Fast & Fair: Efficient Second-Order Robust Optimization for Fairness in Machine Learning
Allen Minch, Hung Anh Vu, Anne Marie Warren
TL;DR
The paper addresses fairness in machine learning by marrying adversarial training with robust optimization, solving a min–max objective where inner input perturbations are constrained to a radius $r$ and the outer objective optimizes model parameters. It introduces a second-order trust region subproblem (TRS) approach to efficiently solve the inner optimization, deriving a practical update that leverages the Hessian with respect to inputs and a bisection routine to enforce the perturbation constraint. Empirical results on synthetic data and real-world datasets (Adult and LSAT) show potential fairness improvements in training with certain radii, while revealing trade-offs in accuracy and dataset-dependent behavior; TRS consistently outperforms PGD in inner-optimization speed, often by large factors, and random perturbations remain the fastest baseline. The work demonstrates meaningful speedups from second-order information in robust fairness training and outlines avenues for extending to deeper architectures, multiclass settings, and stronger fairness guarantees.
Abstract
This project explores adversarial training techniques to develop fairer Deep Neural Networks (DNNs) to mitigate the inherent bias they are known to exhibit. DNNs are susceptible to inheriting bias with respect to sensitive attributes such as race and gender, which can lead to life-altering outcomes (e.g., demographic bias in facial recognition software used to arrest a suspect). We propose a robust optimization problem, which we demonstrate can improve fairness in several datasets, both synthetic and real-world, using an affine linear model. Leveraging second order information, we are able to find a solution to our optimization problem more efficiently than a purely first order method.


WHAT THE TASK REQUIRES: Give the number of lines in this listing that hold "Image". No other words belong in the reply.

EXTRACTED INFORMATION:
++++++++++

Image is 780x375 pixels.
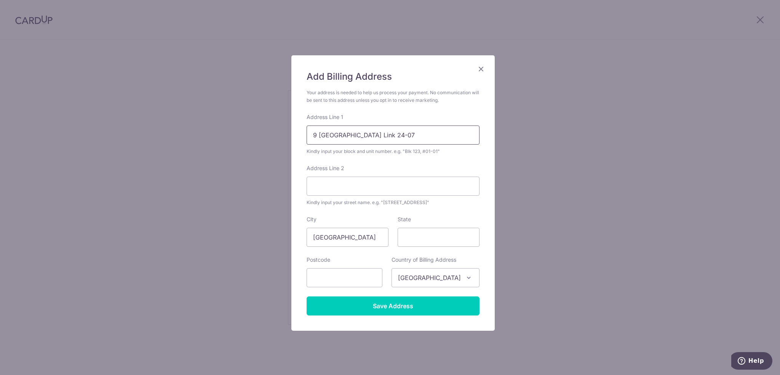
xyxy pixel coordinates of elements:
span: Singapore [392,268,480,287]
h5: Add Billing Address [307,70,480,83]
iframe: Opens a widget where you can find more information [732,352,773,371]
div: Your address is needed to help us process your payment. No communication will be sent to this add... [307,89,480,104]
label: Country of Billing Address [392,256,457,263]
label: Address Line 2 [307,164,344,172]
div: Kindly input your block and unit number. e.g. "Blk 123, #01-01" [307,147,480,155]
label: Postcode [307,256,330,263]
div: Kindly input your street name. e.g. "[STREET_ADDRESS]" [307,199,480,206]
label: Address Line 1 [307,113,343,121]
input: Save Address [307,296,480,315]
label: State [398,215,411,223]
span: Singapore [392,268,479,287]
button: Close [477,64,486,74]
label: City [307,215,317,223]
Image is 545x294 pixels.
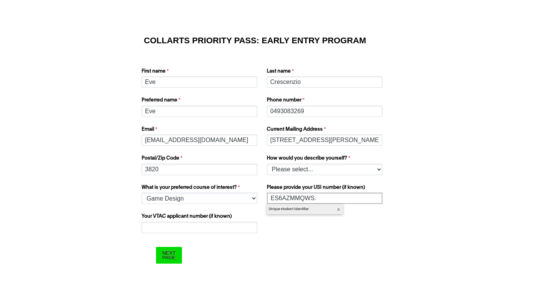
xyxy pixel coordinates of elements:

++++++++++

TASK ANSWER: 2